News and Opinion from Sisters, Oregon
The Oregon Department of Transportation has extended the deadline on their demand for repayment of $377,152 in ConnectOregon V grant funds and payment of an additional $13,033 to meet the minimum requirement for matching funds for grants entered into in 2015 by Sisters Eagle Airport.
The state agency alleges that the airport "misexpended" grant funds allocated for specific airport improvement projects. Benny Benson told The Nugget earlier this month that "the Sisters Airport and its principals, Benny and Julie Benson, will follow Oregon Administrative Procedures in the review and response."
"The Sisters Airport management retained an attorney, who asked ODOT for two more weeks to get up to speed with our dispute claim," ODOT spokesman David Thompson told The Nugget. "We certainly granted that. So the new deadline for response is April 20."
ODOT's Thompson says that the agency has no further comment on the grant repayment demand for the time being.
"...Now that the two sides are about to engage in discussions of the dispute, we're not going to say anything else about it until something comes from the discussions," he wrote in an email to The Nugget.
The new deadline coincidentally coincides with the date of a new Oregon Department of Aviation hearing on adding Sisters Airport to Oregon's list of airports of state concern. The two processes are separate and ODA will act only on whether the airport meets one or more of the three criteria for listing in Appendix M/Exhibit 2 as a privately owned, public-use airport of state concern.
City Manager Rick Allen informed city councilors on Monday that the Skydive Awesome operation appears to be set to move to Madras. He quoted an email stating, "We will be operating this summer in Madras, OR while the City of Sisters and the Sisters airport sorts out multiple issues regarding general aviation and jump operations."
Allen told councilors that the email "confirms what I have heard from the Sisters Airport Manager and the Madras Airport, I guess it's pretty official. Secondly I do know that some items in the drop zone at the Madras Airport were being cleared for skydivers to land, I talked with the gentleman who was coordinating the removal of some posts for safety.
"This should decrease the tensions between the neighbors and airport..."
In another matter, Sara Kelly, Aquatic Resource Coordinator for Crook, Deschutes, Harney and Malheur counties with the Department of State Lands told The Nugget that DSL plans to make a site visit to the airport during the last week of April to evaluate the status of a paved "runout" on the airport runway. The runout sits on common area owned by the adjacent Eagle Air Estates subdivision and may have been built on lands mapped as wetlands.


Activity — Go through the data and copy each line where the word "gridline" shows up.

Source information —
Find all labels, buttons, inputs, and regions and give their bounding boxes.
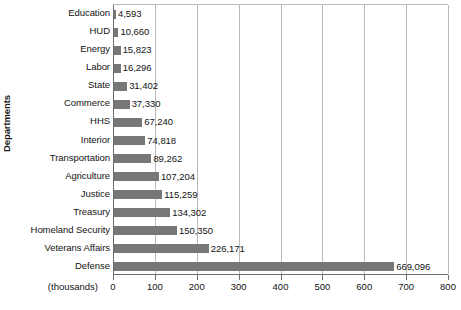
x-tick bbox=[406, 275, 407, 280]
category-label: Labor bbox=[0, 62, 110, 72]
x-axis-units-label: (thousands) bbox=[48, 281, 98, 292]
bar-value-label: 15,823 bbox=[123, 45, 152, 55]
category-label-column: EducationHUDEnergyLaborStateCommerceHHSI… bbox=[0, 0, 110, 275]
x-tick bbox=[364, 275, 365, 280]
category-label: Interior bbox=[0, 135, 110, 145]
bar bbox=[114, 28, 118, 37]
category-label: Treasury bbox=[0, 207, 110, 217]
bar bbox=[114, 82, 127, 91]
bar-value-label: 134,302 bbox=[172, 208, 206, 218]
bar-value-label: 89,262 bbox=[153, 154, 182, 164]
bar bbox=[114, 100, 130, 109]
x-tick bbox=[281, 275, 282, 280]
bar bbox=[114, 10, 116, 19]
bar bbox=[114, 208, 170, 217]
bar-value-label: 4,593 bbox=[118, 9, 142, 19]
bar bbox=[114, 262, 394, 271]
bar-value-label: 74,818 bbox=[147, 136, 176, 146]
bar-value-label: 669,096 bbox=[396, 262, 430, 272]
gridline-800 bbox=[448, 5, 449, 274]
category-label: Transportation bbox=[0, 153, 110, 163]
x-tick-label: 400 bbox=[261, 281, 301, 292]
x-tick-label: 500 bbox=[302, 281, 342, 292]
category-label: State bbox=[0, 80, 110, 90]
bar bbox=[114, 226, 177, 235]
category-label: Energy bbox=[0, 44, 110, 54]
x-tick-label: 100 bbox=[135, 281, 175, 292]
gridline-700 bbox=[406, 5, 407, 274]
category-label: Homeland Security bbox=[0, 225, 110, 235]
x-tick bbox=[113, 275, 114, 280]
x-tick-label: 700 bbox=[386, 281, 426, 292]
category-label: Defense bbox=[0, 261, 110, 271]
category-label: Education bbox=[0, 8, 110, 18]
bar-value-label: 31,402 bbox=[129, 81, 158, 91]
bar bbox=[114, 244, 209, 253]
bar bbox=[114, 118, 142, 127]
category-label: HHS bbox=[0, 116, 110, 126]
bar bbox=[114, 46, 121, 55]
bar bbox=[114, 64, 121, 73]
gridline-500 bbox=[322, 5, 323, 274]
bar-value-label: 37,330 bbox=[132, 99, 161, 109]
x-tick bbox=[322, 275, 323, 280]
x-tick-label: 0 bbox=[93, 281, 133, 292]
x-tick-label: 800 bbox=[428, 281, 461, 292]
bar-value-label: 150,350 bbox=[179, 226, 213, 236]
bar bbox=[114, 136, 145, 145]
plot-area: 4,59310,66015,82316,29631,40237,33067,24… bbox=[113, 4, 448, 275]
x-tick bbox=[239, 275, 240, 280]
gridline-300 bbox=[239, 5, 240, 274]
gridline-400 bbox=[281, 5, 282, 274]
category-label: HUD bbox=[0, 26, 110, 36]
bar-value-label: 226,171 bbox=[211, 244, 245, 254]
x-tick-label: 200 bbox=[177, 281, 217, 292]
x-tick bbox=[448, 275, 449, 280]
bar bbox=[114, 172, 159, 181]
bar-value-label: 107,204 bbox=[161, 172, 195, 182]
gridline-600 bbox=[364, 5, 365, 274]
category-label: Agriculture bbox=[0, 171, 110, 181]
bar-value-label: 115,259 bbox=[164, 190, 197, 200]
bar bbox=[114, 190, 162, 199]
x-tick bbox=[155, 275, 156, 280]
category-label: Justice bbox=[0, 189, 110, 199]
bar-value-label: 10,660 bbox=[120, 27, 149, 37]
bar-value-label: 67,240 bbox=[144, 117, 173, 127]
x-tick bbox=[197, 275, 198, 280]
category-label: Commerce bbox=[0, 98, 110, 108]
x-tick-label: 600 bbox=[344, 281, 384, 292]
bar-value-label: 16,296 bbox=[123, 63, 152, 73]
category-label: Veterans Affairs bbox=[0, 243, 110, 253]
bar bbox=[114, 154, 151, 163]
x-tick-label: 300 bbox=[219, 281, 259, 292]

Result for this task —
gridline-800 bbox=[448, 5, 449, 274]
gridline-700 bbox=[406, 5, 407, 274]
gridline-500 bbox=[322, 5, 323, 274]
gridline-300 bbox=[239, 5, 240, 274]
gridline-400 bbox=[281, 5, 282, 274]
gridline-600 bbox=[364, 5, 365, 274]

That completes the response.